Prompt –
From the data below, set down exactly the lines between the one holding "The height and width of the screenshot is (488, 868)." and the one holding "You are a GUI", inclusive, and no others.

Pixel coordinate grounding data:
---

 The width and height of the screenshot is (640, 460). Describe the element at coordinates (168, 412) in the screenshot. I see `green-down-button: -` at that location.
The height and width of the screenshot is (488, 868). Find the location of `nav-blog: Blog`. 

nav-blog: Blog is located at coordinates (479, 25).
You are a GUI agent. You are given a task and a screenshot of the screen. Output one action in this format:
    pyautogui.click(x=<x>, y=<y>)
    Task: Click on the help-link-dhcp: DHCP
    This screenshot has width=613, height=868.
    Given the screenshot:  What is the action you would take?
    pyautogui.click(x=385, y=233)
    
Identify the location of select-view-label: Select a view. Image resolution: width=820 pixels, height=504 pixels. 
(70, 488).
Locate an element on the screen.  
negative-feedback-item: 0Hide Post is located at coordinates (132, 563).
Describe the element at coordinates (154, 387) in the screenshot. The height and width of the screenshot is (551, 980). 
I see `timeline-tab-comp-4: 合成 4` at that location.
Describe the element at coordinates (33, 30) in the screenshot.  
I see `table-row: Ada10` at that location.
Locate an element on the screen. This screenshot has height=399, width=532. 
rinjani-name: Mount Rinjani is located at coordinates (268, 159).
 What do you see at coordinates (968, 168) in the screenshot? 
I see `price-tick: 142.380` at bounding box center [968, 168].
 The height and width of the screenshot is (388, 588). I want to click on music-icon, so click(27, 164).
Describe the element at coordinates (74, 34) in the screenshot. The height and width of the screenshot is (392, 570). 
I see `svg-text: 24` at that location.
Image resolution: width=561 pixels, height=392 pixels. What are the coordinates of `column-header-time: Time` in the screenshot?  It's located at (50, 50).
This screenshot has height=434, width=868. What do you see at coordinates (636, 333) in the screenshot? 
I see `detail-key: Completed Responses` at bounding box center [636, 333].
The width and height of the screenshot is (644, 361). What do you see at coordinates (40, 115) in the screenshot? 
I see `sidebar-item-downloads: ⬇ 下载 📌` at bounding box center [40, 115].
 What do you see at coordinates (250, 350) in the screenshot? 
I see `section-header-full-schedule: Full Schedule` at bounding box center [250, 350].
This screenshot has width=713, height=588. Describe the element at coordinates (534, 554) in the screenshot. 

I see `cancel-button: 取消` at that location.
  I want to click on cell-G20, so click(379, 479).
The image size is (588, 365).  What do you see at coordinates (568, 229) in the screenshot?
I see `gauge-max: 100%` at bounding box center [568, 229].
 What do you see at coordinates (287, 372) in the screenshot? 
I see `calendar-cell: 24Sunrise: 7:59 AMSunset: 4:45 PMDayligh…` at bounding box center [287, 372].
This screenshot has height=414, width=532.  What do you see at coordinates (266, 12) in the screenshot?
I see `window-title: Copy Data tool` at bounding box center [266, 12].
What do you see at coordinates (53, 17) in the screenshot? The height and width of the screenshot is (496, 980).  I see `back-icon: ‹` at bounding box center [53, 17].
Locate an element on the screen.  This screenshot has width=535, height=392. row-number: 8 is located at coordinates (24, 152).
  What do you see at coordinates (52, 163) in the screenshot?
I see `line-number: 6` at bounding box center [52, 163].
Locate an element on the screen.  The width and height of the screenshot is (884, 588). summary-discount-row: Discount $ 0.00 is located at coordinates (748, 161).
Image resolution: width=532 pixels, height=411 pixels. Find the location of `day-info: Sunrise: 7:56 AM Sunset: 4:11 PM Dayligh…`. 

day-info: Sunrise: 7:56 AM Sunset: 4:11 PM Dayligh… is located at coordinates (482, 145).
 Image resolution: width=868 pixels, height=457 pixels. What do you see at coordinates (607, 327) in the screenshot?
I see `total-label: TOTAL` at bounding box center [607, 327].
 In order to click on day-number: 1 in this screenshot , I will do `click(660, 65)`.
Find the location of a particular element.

---

Reply –
The height and width of the screenshot is (488, 868). Find the location of `nav-blog: Blog`. 

nav-blog: Blog is located at coordinates (479, 25).
You are a GUI agent. You are given a task and a screenshot of the screen. Output one action in this format:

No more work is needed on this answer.